Emulating a Nintendo DS and looking for stylus only games is my recommendation. Games like Kirby Canvas Curse, Kirby Mass Attack, and Warioware Touched are fun.
I really enjoy the Gulikit King Kong Pro 2 (and would assume the 3 is better) because it all runs on firmware. No software to install, it just works as it should. Also works on Linux without fuss.
On its functionality side it has hall effect triggers and joysticks plus nice buttons.
Also using 8bitdo Pro 2, I like it. Bluetooth connection is somewhat crusty – for some reason, games think that I’m holding LT, despite me not pressing it. Maybe it’s a Linux Mint thing, I dunno. Works perfectly wired, though
This drives me nuts on the Switch on handheld. The Joycons have no natural “grip”, so it’s hand cramp city unless you invest in a grip case. Was it so hard to give the Joycons an ergonomic shape?
It’s big enough for my long hands. And it has a ton of features and customizability.
What I don’t like is the right track pad when games expect a joystick. Depending on the game controls, it can be suboptimal. (configurable to a degree with center deadzone)
The 8Bitdo Pro+ has been great - works really well with my Steam Deck and Switch. Sounds like the Pro 2 is the superior version with hall effect sticks.
The Switch Pro controller has always been good too. And the DualSense is really neat with the haptics and adaptive triggers - expensive, but not that much more than a Pro controller surprisingly.
To be fair I’ve had the pro controller for several years and it has held up really well. Really ergonomic and the vibration’s good, plus it has gyro. Perfect for my needs on Switch. I think it was worth what I paid.
No the pro controller doesn’t have hall effect sticks, but I’ve not experienced any drift. I did take it apart once to clean the insides however.
I had no end of problems with the joy cons, and have replaced those sticks with hall effect ones. Since doing that I’ve not had any problems, touch wood!
Admittedly I don’t use the D-pad all that much - does it not register inputs well? I guess it’s pretty important if you’re playing a fighting or retro game that require precise inputs. For the games I’ve played, it hasn’t been an issue.
The contacts inside are too big and sensitive and it results in phantom inputs. The DIY fix is to open up the controller and literally cover parts of the input contacts with tape.
markdown formatting is weird bruh, sometimes it adds spaces, sometimes it removes them sometimes it just fucking yeets newlines, sometimes it adds them, what a weird “standard”
I got no beef with the three prongs like you see so many fuss about but those analog sticks were extremely fragile and would inevitably go completely limp over time and wind up 99% deadzone.
Super Mario 64 - a launch title, iirc? - murdered my control stick. Spinning that around to swing Bowser was a great game design idea, but yeah they didn’t build those controllers to withstand it for long.
People always give shit to MadCatz but they had the sturdiest 64 controllers. All the first party ones would last maybe 2 or 3 games of Mario Party or WWF Smackdown. The MadCatz we had was the GOAT for games that required spinning the stick a lot. But I hated how extra THICC they were. Made them a bitch to hold.
I’ve played an Atari Jaguar before. Those controllers were fucking awful.
The 64 controller is a close contender, although it’s hard to give it shit when it was from when 3D first started being a thing and nobody really figured shit out. But I mean, it should have been a no brainer to not design it so you’d need 3 hands to comfortably use all the inputs.
If you mean specific brands and what not; I can’t even remember all the garbage 3rd party things I’ve used throughout my life. Not good enough or terrible enough to even remember.
Back in the early 90s, here in the UK, a company called Cheetah produced licensed joysticks based on Batman, Terminator, Alien³ and The Simpsons. They looked great but they were terrible to use, especially the Alien³ model which I really liked but was incredibly uncomfortable. I never bought one, just tried then on the shops, awful things.
There were some cheap ass weird ones in North America too. I remember for Christmas we’d ask for a Joycon or something like that, and we’d get “the Joycron,” which looked nothing like a controller, had a weird shape, felt like shit and was cheap as hell. The old man would be like, arrrr we saw it at the BiWay and it was 99 cents, why do you need the one thats $60? Then he would play it, and sure enough, by February you had the real one.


▶ _TASK REQUIREMENTS_
Give back every record exactly, images excluded.

Stored data
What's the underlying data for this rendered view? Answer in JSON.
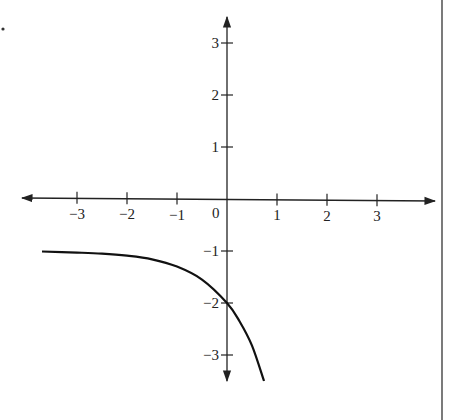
{
  "chart_data": {
    "type": "line",
    "title": "",
    "xlabel": "",
    "ylabel": "",
    "xlim": [
      -3.7,
      4.2
    ],
    "ylim": [
      -3.6,
      3.6
    ],
    "grid": false,
    "legend": null,
    "x_ticks": [
      -3,
      -2,
      -1,
      0,
      1,
      2,
      3
    ],
    "x_tick_labels": [
      "−3",
      "−2",
      "−1",
      "0",
      "1",
      "2",
      "3"
    ],
    "y_ticks": [
      3,
      2,
      1,
      -1,
      -2,
      -3
    ],
    "y_tick_labels": [
      "3",
      "2",
      "1",
      "−1",
      "−2",
      "−3"
    ],
    "origin_label": "0",
    "asymptote": {
      "type": "horizontal",
      "y": -1
    },
    "series": [
      {
        "name": "curve",
        "description": "decreasing exponential-type curve approaching y = -1 as x -> -inf, passing through (0, -2)",
        "x": [
          -3.7,
          -3,
          -2.5,
          -2,
          -1.5,
          -1,
          -0.5,
          0,
          0.25,
          0.5,
          0.74
        ],
        "y": [
          -1.01,
          -1.03,
          -1.05,
          -1.09,
          -1.16,
          -1.3,
          -1.55,
          -2.0,
          -2.35,
          -2.82,
          -3.5
        ]
      }
    ]
  },
  "page": {
    "marker_dot": "•"
  }
}
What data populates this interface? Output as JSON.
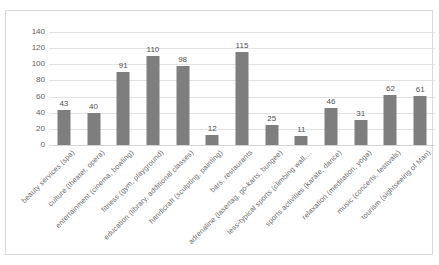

▶ _EXERCISE ANSWER_
What's the underlying data for this rendered view? Answer in JSON.
{
  "chart_data": {
    "type": "line",
    "title": "",
    "xlabel": "",
    "ylabel": "",
    "xlim": [
      -3.7,
      4.2
    ],
    "ylim": [
      -3.6,
      3.6
    ],
    "grid": false,
    "legend": null,
    "x_ticks": [
      -3,
      -2,
      -1,
      0,
      1,
      2,
      3
    ],
    "x_tick_labels": [
      "−3",
      "−2",
      "−1",
      "0",
      "1",
      "2",
      "3"
    ],
    "y_ticks": [
      3,
      2,
      1,
      -1,
      -2,
      -3
    ],
    "y_tick_labels": [
      "3",
      "2",
      "1",
      "−1",
      "−2",
      "−3"
    ],
    "origin_label": "0",
    "asymptote": {
      "type": "horizontal",
      "y": -1
    },
    "series": [
      {
        "name": "curve",
        "description": "decreasing exponential-type curve approaching y = -1 as x -> -inf, passing through (0, -2)",
        "x": [
          -3.7,
          -3,
          -2.5,
          -2,
          -1.5,
          -1,
          -0.5,
          0,
          0.25,
          0.5,
          0.74
        ],
        "y": [
          -1.01,
          -1.03,
          -1.05,
          -1.09,
          -1.16,
          -1.3,
          -1.55,
          -2.0,
          -2.35,
          -2.82,
          -3.5
        ]
      }
    ]
  },
  "page": {
    "marker_dot": "•"
  }
}
What data populates this interface? Output as JSON.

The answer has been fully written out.